Handcrafted Native American masks in the Epidemic Memorial exhibit.
Imagine walking through Washington's history and encountering intriguing sights, sounds, people, places, and ways of life.
Meet William Clark, ride in a covered wagon, and explore a coal mine. Take a video trip down the Columbia River in the
three-screen Columbia River Theater. Use an interactive computer to learn Native languages. Drop in on Mac and Leon as
they discuss the Depression while avoiding the rain in a Seattle Hooverville shack. Ask Jasper a question in Walla
Walla's Schwabacher General Store. Walk through a traditional Southern Coast Salish plank house and listen in on a
conversation with a basket maker and her granddaughter. Colorful, interactive exhibits and walk-through dioramas depict
the natural setting, the lifestyle, and culture of the first inhabitants, exploration and settlement of the region, and
the important people and milestone events that have shaped our state.
More Information
Children creating collages at the Decameter exhibit in the History Lab.
Located on the fifth floor of the Washington State History Museum, the History Lab Learning Center engages
visitors with interactive exhibits featuring such historical concepts as Time, Place, Viewpoint, Exploration, and
Precedent. In the learning center, visitors of all ages are encouraged to use the Tools of the History Trade
(artifacts, ephemera, books & periodicals, people, maps, and images) to think like detectives in search of
evidence. Because, as History Lab virtual curator Inspecta Detecta points out, "every time we turn around,
we're faced with a History Mystery that needs to be solved." You just need to know how. And discovering how
to "do history" is what the History Lab is all about.
More Information
The Puget Sound Model Railroad Engineers (PSMRE) have built the largest permanent model railroad layout in the state of
Washington.
We are still working on the railroad! Don your conductors cap and climb aboard the History Museum's own model
railroad. Watch history being made as the Puget Sound Model Railroad Engineers club continues construction on the
1,800 square foot permanent layout depicting the rail lines from Tacoma's Point Defiance Park to the Stampede Pass
tunnel in the Cascades. Steam and diesel engines travel past the ASARCO tunnel and tower, the Sperry Flour Mill &
Sperry Ocean Terminal, the Seybold-Miller shake mill, and of course, Tacoma's own Union Station as it appeared in the
1950s during the golden age of railroads.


> _WORK TO BE COMPLETED_
Restate all entries exactly.
━━ DATASET RECORDS ━━
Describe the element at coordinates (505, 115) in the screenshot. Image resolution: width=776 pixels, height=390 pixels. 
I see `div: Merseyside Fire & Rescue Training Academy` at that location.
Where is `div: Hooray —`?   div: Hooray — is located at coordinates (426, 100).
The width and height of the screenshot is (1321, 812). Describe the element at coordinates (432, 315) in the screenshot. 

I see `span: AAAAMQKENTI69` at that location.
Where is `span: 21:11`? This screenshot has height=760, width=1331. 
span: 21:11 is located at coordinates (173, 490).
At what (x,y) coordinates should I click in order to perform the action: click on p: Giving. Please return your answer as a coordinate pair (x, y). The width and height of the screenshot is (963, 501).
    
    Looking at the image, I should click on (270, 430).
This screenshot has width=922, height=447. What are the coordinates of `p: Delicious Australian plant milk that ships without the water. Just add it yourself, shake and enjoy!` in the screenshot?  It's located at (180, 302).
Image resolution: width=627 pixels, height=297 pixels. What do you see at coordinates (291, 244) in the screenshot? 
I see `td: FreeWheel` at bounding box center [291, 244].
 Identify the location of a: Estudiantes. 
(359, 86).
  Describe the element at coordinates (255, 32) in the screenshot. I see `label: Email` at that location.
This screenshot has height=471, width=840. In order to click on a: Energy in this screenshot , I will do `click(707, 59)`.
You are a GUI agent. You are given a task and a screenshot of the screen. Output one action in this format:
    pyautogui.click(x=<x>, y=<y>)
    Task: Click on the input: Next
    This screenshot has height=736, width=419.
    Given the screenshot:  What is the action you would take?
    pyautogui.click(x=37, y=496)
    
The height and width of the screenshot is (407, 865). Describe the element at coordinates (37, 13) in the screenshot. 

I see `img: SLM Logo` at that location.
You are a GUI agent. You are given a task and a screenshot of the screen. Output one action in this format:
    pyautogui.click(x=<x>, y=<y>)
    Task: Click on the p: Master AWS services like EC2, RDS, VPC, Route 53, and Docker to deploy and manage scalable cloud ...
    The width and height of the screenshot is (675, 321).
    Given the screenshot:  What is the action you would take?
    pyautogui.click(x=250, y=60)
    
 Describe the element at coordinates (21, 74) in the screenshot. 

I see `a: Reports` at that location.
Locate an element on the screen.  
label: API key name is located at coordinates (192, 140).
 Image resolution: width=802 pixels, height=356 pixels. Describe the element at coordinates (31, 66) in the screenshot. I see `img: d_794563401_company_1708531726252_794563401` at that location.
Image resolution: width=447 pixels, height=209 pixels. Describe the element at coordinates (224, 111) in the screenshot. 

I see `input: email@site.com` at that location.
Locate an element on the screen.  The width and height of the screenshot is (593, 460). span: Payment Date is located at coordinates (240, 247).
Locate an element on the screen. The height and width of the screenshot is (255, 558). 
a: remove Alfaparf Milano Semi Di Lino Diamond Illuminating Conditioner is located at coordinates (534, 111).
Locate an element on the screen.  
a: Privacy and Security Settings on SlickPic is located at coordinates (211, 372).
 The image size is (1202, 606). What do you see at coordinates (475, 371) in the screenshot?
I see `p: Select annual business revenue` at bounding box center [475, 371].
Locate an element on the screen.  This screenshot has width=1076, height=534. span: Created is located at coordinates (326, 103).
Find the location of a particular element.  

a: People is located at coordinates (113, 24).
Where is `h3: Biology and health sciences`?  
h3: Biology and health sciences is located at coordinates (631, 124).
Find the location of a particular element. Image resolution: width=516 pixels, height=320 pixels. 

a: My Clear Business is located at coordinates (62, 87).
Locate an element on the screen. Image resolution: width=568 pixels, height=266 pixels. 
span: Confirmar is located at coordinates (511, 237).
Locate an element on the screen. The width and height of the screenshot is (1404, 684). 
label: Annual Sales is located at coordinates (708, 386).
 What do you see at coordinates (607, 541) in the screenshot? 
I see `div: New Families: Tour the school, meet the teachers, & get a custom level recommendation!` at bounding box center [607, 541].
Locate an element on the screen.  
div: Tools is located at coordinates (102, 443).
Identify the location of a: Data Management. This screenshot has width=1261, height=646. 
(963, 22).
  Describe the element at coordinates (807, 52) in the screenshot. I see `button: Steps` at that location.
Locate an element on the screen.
━━━
> _WRITTEN RESPONSE_
Describe the element at coordinates (505, 115) in the screenshot. Image resolution: width=776 pixels, height=390 pixels. 
I see `div: Merseyside Fire & Rescue Training Academy` at that location.
Where is `div: Hooray —`?   div: Hooray — is located at coordinates (426, 100).
The width and height of the screenshot is (1321, 812). Describe the element at coordinates (432, 315) in the screenshot. 

I see `span: AAAAMQKENTI69` at that location.
Where is `span: 21:11`? This screenshot has height=760, width=1331. 
span: 21:11 is located at coordinates (173, 490).
At what (x,y) coordinates should I click in order to perform the action: click on p: Giving. Please return your answer as a coordinate pair (x, y). The width and height of the screenshot is (963, 501).
    
    Looking at the image, I should click on (270, 430).
This screenshot has width=922, height=447. What are the coordinates of `p: Delicious Australian plant milk that ships without the water. Just add it yourself, shake and enjoy!` in the screenshot?  It's located at (180, 302).
Image resolution: width=627 pixels, height=297 pixels. What do you see at coordinates (291, 244) in the screenshot? 
I see `td: FreeWheel` at bounding box center [291, 244].
 Identify the location of a: Estudiantes. 
(359, 86).
  Describe the element at coordinates (255, 32) in the screenshot. I see `label: Email` at that location.
This screenshot has height=471, width=840. In order to click on a: Energy in this screenshot , I will do `click(707, 59)`.
You are a GUI agent. You are given a task and a screenshot of the screen. Output one action in this format:
    pyautogui.click(x=<x>, y=<y>)
    Task: Click on the input: Next
    This screenshot has height=736, width=419.
    Given the screenshot:  What is the action you would take?
    pyautogui.click(x=37, y=496)
    
The height and width of the screenshot is (407, 865). Describe the element at coordinates (37, 13) in the screenshot. 

I see `img: SLM Logo` at that location.
You are a GUI agent. You are given a task and a screenshot of the screen. Output one action in this format:
    pyautogui.click(x=<x>, y=<y>)
    Task: Click on the p: Master AWS services like EC2, RDS, VPC, Route 53, and Docker to deploy and manage scalable cloud ...
    The width and height of the screenshot is (675, 321).
    Given the screenshot:  What is the action you would take?
    pyautogui.click(x=250, y=60)
    
 Describe the element at coordinates (21, 74) in the screenshot. 

I see `a: Reports` at that location.
Locate an element on the screen.  
label: API key name is located at coordinates (192, 140).
 Image resolution: width=802 pixels, height=356 pixels. Describe the element at coordinates (31, 66) in the screenshot. I see `img: d_794563401_company_1708531726252_794563401` at that location.
Image resolution: width=447 pixels, height=209 pixels. Describe the element at coordinates (224, 111) in the screenshot. 

I see `input: email@site.com` at that location.
Locate an element on the screen.  The width and height of the screenshot is (593, 460). span: Payment Date is located at coordinates (240, 247).
Locate an element on the screen. The height and width of the screenshot is (255, 558). 
a: remove Alfaparf Milano Semi Di Lino Diamond Illuminating Conditioner is located at coordinates (534, 111).
Locate an element on the screen.  
a: Privacy and Security Settings on SlickPic is located at coordinates (211, 372).
 The image size is (1202, 606). What do you see at coordinates (475, 371) in the screenshot?
I see `p: Select annual business revenue` at bounding box center [475, 371].
Locate an element on the screen.  This screenshot has width=1076, height=534. span: Created is located at coordinates (326, 103).
Find the location of a particular element.  

a: People is located at coordinates (113, 24).
Where is `h3: Biology and health sciences`?  
h3: Biology and health sciences is located at coordinates (631, 124).
Find the location of a particular element. Image resolution: width=516 pixels, height=320 pixels. 

a: My Clear Business is located at coordinates (62, 87).
Locate an element on the screen. Image resolution: width=568 pixels, height=266 pixels. 
span: Confirmar is located at coordinates (511, 237).
Locate an element on the screen. The width and height of the screenshot is (1404, 684). 
label: Annual Sales is located at coordinates (708, 386).
 What do you see at coordinates (607, 541) in the screenshot? 
I see `div: New Families: Tour the school, meet the teachers, & get a custom level recommendation!` at bounding box center [607, 541].
Locate an element on the screen.  
div: Tools is located at coordinates (102, 443).
Identify the location of a: Data Management. This screenshot has width=1261, height=646. 
(963, 22).
  Describe the element at coordinates (807, 52) in the screenshot. I see `button: Steps` at that location.
Locate an element on the screen.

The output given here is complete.